The Mountaintop Summer Experience is unique in that it allows students to focus solely on their project full-time as opposed to a class that only meets a few hours per week. There is also no other course work, or distractions, which exist during a typical semester. That focus is one of the most valuable parts of the Mountaintop Summer Experience, according to Brian Slocum, managing director of Lehigh’s Wilbur Powerhouse and Design Labs and a co-mentor for EcoRealm Environments.
“They can pour their heart and soul and all of their focus and energy into something,” Slocum says. “They see an ownership of the project in a way they don’t in most other things in their academic careers. And it becomes the project itself that drives them—not a grade or an artificial deadline—but rather a desire to make a difference and see their ideas become a reality. Whereas a regular class assignment would be a blip on the radar for these students, these projects consume them.”
‘Creating a Real Product’
The idea for EcoRealm Environments was born in a brainstorming session for potential CSIF project ideas. Slocum and Katharine Targett Gross, Lehigh sustainability officer, met with Khanjan Mehta, vice provost of Creative Inquiry and director of the Mountaintop Initiative, and Bill Whitney, administrative director of Creative Inquiry, and were particularly excited about erecting a living wall—panels with plants growing on them in a medium such as water, stone or soil—in a building on campus.
As often happens with these projects, however, there was a major pivot from the original idea once students took over, Slocum says.
In spring, a team consisting of Sebastian Wick ’24, Evy Rahmey ’23, Giavanna Gast ’24, and Ella Fabozzi ’22 found that many living walls already exist, but must be installed during the construction of a space or building. The students didn’t find any products that could be installed retroactively. Their new goal? To create a low-maintenance system that could be added to existing libraries and offices.
“We realized a lot of places don't have the funds to renovate an entire building and put in new plants. They need something like this that's more accessible and cheaper,” Wick says. “We’re trying to make an easy option for institutions such as Lehigh, or corporations, or maybe even hospitals, to bring plants into buildings, especially considering how valuable they are in terms of mental health.”
At the start of summer, Wick, Rahmey and Gast began working on a design based on a versatile, self-maintaining hydroponic system that could act like Legos, easily connecting multiple systems to form a working space for consumers.
They knew what they wanted. What they didn’t know, Gast says, was pretty much everything else. The students had to figure out the type of plants to use and the system’s design, and they had to create the system’s technical aspects. The team also had to figure out the demand for the product. They had just begun to define their primary users and customer segments, according to Gast, so they had not spoken to many possible consumers.
“This was a really big thing for the summer,” Gast says. “Understanding ‘OK, well we have this idea, but it's very conceptual. How do we actually go from this idea to creating a real product?’”
Most of the summer, Wick says, was spent building a system, performing hands-on testing and then figuring out a business model. They learned how hydroponics work, built an initial drip irrigation system and then tested a hydrofilter for how often the water needed to be filtered.
Wick says the team hopes to have a system built in 2022 that is ready to be sold to the public. It’s a quick turnaround but this is a group of students Slocum refers to as his “Dream Team.”
“These students possess the drive and the passion to make this project successful. They have a willingness to take a deep dive into all of these disparate topics and emerge experts. I don’t think they have failed to execute on any level,” Slocum says. “And they just keep coming back for more and more and more and more. They’ve also had an amazing development as a team. They’ve really clicked and become a cohesive group in a way you don’t always see in teams. ...All of them believe in the project—I believe in the project—and the end result is a project that evolves in this incredibly symbiotic way. It is such a joy.”
Seeing each team member’s transformation and growth as both an individual and a student is something else that makes the experience special for Slocum.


**Requirement:** Go through the entries and copy every line that has the string "axis" in it.

[Data entries for graphics]
Segment Open

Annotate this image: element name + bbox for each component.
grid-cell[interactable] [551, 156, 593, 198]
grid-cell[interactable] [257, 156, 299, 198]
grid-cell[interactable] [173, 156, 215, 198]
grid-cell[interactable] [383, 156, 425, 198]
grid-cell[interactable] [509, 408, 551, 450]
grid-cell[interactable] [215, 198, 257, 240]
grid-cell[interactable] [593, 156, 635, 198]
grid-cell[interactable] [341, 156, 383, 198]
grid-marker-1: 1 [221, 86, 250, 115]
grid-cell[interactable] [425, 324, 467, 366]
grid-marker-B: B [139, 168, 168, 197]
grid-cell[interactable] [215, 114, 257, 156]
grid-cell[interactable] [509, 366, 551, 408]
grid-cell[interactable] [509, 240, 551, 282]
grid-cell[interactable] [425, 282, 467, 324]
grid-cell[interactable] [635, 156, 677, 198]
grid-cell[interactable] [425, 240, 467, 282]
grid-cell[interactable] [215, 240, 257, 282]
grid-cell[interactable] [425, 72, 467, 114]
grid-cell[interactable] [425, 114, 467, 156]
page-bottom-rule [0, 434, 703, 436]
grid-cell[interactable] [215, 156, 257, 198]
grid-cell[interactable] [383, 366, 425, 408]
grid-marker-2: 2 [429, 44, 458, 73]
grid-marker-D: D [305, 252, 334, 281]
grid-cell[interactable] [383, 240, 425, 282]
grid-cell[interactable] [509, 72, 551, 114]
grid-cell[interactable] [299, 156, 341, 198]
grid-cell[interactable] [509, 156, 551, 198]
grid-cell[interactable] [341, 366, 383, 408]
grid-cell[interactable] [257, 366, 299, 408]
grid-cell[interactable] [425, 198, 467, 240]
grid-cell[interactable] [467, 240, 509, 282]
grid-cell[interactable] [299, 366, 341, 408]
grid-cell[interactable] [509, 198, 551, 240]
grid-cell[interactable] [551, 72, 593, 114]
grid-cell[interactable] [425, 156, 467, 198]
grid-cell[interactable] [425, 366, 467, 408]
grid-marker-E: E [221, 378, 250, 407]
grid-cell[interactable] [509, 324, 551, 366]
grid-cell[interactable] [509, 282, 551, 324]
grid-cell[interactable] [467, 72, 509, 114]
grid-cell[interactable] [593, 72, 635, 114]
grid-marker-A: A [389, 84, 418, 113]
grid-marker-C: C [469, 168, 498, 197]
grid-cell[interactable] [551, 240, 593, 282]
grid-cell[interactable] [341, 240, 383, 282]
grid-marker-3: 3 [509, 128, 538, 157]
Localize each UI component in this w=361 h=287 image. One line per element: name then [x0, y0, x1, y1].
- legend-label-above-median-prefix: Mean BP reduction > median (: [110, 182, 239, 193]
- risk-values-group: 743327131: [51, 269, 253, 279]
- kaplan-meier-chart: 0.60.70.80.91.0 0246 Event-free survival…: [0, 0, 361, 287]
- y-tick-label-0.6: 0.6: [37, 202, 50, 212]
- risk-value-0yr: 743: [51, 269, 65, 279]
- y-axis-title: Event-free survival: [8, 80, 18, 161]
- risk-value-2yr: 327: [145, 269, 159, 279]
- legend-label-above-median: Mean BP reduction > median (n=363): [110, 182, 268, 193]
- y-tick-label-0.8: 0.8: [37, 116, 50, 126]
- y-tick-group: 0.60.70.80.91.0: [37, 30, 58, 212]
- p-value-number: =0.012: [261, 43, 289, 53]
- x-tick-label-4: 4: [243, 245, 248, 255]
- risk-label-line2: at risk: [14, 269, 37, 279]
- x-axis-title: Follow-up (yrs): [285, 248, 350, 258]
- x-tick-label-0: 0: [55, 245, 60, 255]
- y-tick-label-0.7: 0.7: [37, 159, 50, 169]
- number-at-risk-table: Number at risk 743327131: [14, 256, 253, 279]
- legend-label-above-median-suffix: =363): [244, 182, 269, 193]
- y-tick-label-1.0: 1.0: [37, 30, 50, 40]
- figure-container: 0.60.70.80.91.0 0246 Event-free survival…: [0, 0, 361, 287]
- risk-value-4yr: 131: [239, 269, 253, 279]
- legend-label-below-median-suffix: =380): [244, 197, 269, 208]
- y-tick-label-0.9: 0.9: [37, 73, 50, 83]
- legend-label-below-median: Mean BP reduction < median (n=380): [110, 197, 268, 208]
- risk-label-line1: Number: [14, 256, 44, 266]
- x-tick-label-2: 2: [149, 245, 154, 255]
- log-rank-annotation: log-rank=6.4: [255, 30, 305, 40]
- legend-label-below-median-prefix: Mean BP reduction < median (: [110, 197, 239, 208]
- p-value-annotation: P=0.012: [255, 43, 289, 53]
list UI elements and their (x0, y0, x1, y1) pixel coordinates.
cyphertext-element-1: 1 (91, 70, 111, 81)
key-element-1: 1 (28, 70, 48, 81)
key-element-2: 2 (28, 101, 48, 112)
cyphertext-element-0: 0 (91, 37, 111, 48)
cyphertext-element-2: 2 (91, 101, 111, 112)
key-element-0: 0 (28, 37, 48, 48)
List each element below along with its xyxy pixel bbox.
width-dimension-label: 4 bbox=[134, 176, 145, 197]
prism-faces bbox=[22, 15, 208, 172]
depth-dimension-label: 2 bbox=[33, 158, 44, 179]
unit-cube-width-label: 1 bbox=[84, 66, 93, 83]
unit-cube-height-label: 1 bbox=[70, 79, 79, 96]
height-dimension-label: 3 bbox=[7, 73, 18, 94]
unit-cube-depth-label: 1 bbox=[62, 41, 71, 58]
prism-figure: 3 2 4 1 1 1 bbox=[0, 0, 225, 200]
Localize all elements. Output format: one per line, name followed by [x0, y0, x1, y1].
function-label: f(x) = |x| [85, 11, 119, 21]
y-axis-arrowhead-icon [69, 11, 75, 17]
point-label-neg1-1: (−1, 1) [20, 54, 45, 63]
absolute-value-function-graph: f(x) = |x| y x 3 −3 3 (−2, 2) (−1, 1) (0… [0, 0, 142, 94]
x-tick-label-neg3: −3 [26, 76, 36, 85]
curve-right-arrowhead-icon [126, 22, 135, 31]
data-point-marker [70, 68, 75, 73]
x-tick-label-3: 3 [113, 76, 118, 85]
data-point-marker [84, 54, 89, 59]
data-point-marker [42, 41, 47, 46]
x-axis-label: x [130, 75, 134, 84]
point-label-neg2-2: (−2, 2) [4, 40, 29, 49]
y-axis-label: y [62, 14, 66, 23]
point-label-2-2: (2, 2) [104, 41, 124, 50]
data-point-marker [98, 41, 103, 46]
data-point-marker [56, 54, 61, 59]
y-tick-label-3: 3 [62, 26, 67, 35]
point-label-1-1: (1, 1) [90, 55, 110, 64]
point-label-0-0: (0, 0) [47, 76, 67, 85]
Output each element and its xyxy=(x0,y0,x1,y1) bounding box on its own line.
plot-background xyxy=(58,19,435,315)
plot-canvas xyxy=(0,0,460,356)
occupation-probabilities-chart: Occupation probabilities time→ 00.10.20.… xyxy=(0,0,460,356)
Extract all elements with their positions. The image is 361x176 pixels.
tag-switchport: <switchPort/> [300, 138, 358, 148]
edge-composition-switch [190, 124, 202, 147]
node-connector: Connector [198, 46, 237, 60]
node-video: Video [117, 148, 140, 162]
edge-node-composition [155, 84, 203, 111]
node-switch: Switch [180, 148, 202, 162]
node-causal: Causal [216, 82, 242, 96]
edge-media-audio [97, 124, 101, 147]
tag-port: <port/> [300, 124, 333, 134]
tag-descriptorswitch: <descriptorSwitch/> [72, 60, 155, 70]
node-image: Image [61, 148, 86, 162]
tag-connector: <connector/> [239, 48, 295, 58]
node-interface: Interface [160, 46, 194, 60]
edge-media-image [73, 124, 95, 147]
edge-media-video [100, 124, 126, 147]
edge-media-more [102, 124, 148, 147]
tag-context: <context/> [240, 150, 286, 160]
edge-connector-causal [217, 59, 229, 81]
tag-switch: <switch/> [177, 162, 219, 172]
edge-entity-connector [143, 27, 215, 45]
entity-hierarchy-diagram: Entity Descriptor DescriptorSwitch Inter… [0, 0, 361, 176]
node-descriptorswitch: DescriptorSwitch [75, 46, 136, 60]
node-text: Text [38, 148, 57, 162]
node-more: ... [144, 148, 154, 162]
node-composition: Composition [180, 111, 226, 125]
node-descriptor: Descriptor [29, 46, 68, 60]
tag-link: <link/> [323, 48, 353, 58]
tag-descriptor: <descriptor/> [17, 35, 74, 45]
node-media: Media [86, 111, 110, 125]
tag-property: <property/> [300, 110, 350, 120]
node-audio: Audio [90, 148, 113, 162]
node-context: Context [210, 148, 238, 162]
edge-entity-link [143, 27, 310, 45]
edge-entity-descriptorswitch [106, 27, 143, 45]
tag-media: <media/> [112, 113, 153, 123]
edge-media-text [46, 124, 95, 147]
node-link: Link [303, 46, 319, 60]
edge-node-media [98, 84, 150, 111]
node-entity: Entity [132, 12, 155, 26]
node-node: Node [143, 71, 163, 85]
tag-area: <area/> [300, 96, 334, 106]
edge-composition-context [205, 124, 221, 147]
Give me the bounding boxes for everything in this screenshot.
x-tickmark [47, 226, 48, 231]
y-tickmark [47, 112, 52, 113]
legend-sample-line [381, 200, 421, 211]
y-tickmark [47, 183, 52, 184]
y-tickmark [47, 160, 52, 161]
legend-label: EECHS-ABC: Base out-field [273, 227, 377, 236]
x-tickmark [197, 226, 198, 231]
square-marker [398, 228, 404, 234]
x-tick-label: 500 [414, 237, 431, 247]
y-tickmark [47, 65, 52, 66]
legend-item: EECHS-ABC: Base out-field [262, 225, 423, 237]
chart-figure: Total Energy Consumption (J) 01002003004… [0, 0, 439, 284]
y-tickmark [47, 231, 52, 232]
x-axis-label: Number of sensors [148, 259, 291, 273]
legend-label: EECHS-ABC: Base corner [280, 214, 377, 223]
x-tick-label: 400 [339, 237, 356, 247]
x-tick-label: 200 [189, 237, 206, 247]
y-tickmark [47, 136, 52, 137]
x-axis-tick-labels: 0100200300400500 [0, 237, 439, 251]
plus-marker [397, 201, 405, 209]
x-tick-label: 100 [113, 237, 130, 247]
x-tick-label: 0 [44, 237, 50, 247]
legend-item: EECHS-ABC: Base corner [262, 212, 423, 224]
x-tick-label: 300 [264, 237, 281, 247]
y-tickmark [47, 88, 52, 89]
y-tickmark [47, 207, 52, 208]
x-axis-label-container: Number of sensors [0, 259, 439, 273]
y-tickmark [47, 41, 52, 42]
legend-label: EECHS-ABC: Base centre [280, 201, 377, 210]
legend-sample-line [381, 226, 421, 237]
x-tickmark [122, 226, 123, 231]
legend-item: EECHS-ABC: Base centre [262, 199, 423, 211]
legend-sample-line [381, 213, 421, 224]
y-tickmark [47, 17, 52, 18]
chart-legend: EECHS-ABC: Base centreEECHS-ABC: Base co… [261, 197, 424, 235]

Segment Closed

**Task answer:**
- y-axis-title: Event-free survival: [8, 80, 18, 161]
- x-axis-title: Follow-up (yrs): [285, 248, 350, 258]
y-axis-arrowhead-icon [69, 11, 75, 17]
x-axis-label: x [130, 75, 134, 84]
y-axis-label: y [62, 14, 66, 23]
x-axis-label: Number of sensors [148, 259, 291, 273]
x-axis-tick-labels: 0100200300400500 [0, 237, 439, 251]
x-axis-label-container: Number of sensors [0, 259, 439, 273]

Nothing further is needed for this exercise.